I've experimented with creating a narrow-ish notch wherever the kick drum peaks and removing those frequencies entirely from the bass guitar to make room for the kick, but I was wondering if that's a bad idea and I should just be doing db reduction with a normal bell instead. Thoughts?
 
In this particular case I'd rather use a normal band, since a very narrow cut in your bass guitar is unlikely to provide enough space for your kick to breathe. Of course it depends on the source... but I don't use notches that often since the amount of reduction cannot be controlled, and I use them more like a "quick and dirty" fix (e.g. to kill a fizzy peak or two on distorted guitars or basses, especially impulse-based ones) than as an actual clean and non-destructive solution...
 
I've never used a notch filter while mixing. It's a problem solving tool, to use for instance when you get cicada noises doing field recording work or getting some kind of localized, resonant hum out of your tracks. Not much utility for it during mixing.
 
I also use notches very rarely. mathematically speaking notch filter is a band-filter with gain set to minus infinity dB. In reality numbers in computers aren't precise enough to achieve that perfectly - especially in low frequencies. You get -80dB at most if your EQ uses max-precision available in modern processors (so with most plugins usually around -40dB). So only difference between a notch and -40dB cut would be the curve shape (depending on the actual algorithm/circuit used by your EQ).

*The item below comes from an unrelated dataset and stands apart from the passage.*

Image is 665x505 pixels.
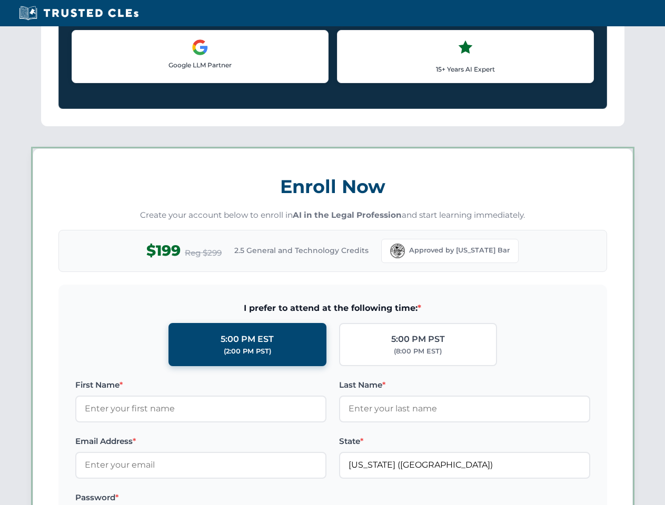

I also agree with everything stated above. Band filter gives you a little more freedom with minimal sacrifice (actually none if your EQ supports cuts down to -40dB).

A little math. Cut of -24dB decreases amplitude to 0.061= cca. 6%. If you add that to original 106% is roughly 0.5dB increase. So cutting more than 20dB is basically pointless because you'll not hear a difference in the mix anyway (except maybe more phasing issues).